The July my best friend came to India to meet me, we rode ram-shackle buses and jeeps from Delhi to Manali to Leh and to every tiny village we could find once we got there; we forgot to eat and got too-thin and too dark in the high altitude sun. We drank homebrewed chang when we felt like it, wore sleeveless tops without blinking, learned hilarious catch phrases in as many languages as we could get our hands on ("two mosquitos don't fuck, just like that" triumphing as the most bizarre and wonderful of them all). Inevitably, we befriended two wind-swept Ladakhi dudes over fried noodles and cigarettes, hotel staff with some English under their belts, and drove with them to a festival several hours north. I rode with Champa, a man of few words and awe-inducing cheek bones. Our bike kept breaking down. At one point, the sand beneath us got too deep and we tumbled, softly but not un-painfully, over. I loved every second. The smell of motor oil and dessert, Himalayan temple smoke and petrol, sweat and altitude. I hoped it would never end, that I could hunt for Ladakhi chaam dancing festivals from the back of a motorbike, hands tented over my eyes, forever.

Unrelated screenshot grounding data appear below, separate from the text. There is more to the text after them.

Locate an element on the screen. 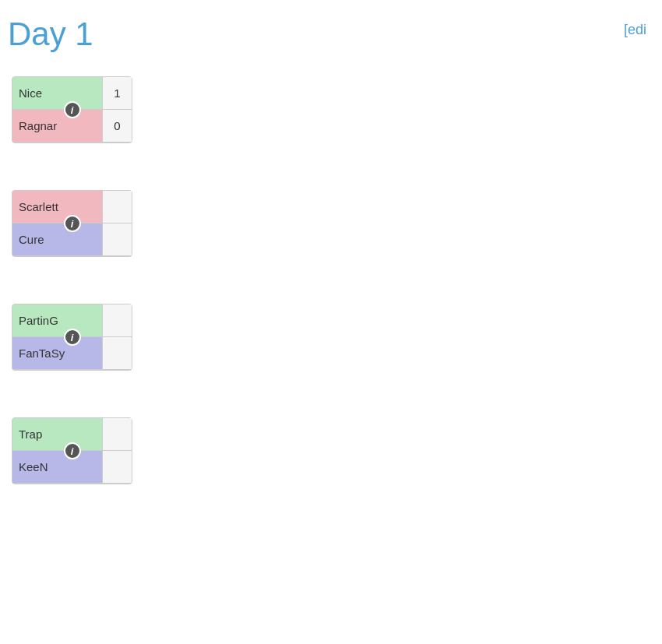 This screenshot has width=662, height=644. team-name-2-2: Cure is located at coordinates (58, 240).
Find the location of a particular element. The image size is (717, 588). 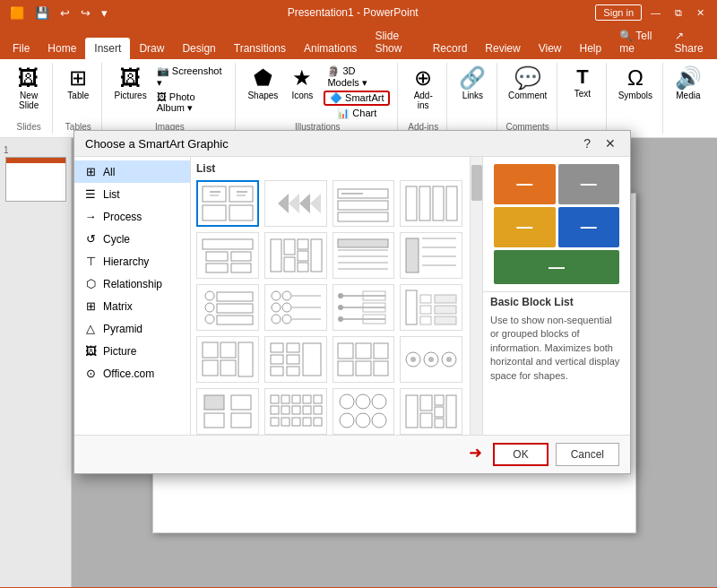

Fast forward five years: my motorcycle is another bill I'm struggling to pay and I never get to be the passenger. In this little city on the border with Burma, I navigate crowded weekend streets, maneuver from my apartment to the 7-11 to Hong Long Grocery to the mechanic to the photocopy shop. My "new" bike is old and acts older--it's nearly impossible to kick start when the engine's cold, it hates third gear, it makes a waooow, waooow, waooow noise that's starting to get on my nerves. You could say that the romance went out of our relationship, except that it was never there.
But. Every now and then, I leave town--to drive my friend to the bus station, to search for a cheaper gas station, to wind pointlessly through corn fields and rice paddies and feel, temporarily, untethered--and I see the murky crest of mountains on the horizon, let up on the break, and entertain a stirring of something, a feeling like I'm about to laugh or cry.

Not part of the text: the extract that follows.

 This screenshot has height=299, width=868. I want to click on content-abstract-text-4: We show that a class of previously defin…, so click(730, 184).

Here's something I'd like to know: do motorcycles still breed equal parts black smoke and happiness in the mountains of Ladakh? I hope there's a girl without a sense of obligation, of genuine fear, straddling the back of an Enfield with her eyes closed, hands lifted in the air, fingers spread, sun so-hot on her neck, wondering where she's going but satisfied with any answer, satisfied just by asking.
Fast forward five years: my motorcycle is another bill I'm struggling to pay and I never get to be the passenger. In this little city on the border with Burma, I navigate crowded weekend streets, maneuver from my apartment to the 7-11 to Hong Long Grocery to the mechanic to the photocopy shop. My "new" bike is old and acts older--it's nearly impossible to kick start when the engine's cold, it hates third gear, it makes a waooow, waooow, waooow noise that's starting to get on my nerves. You could say that the romance went out of our relationship, except that it was never there.
But. Every now and then, I leave town--to drive my friend to the bus station, to search for a cheaper gas station, to wind pointlessly through corn fields and rice paddies and feel, temporarily, untethered--and I see the murky crest of mountains on the horizon, let up on the break, and entertain a stirring of something, a feeling like I'm about to laugh or cry.
Here's something I'd like to know: do motorcycles still breed equal parts black smoke and happiness in the mountains of Ladakh? I hope there's a girl without a sense of obligation, of genuine fear, straddling the back of an Enfield with her eyes closed, hands lifted in the air, fingers spread, sun so-hot on her neck, wondering where she's going but satisfied with any answer, satisfied just by asking.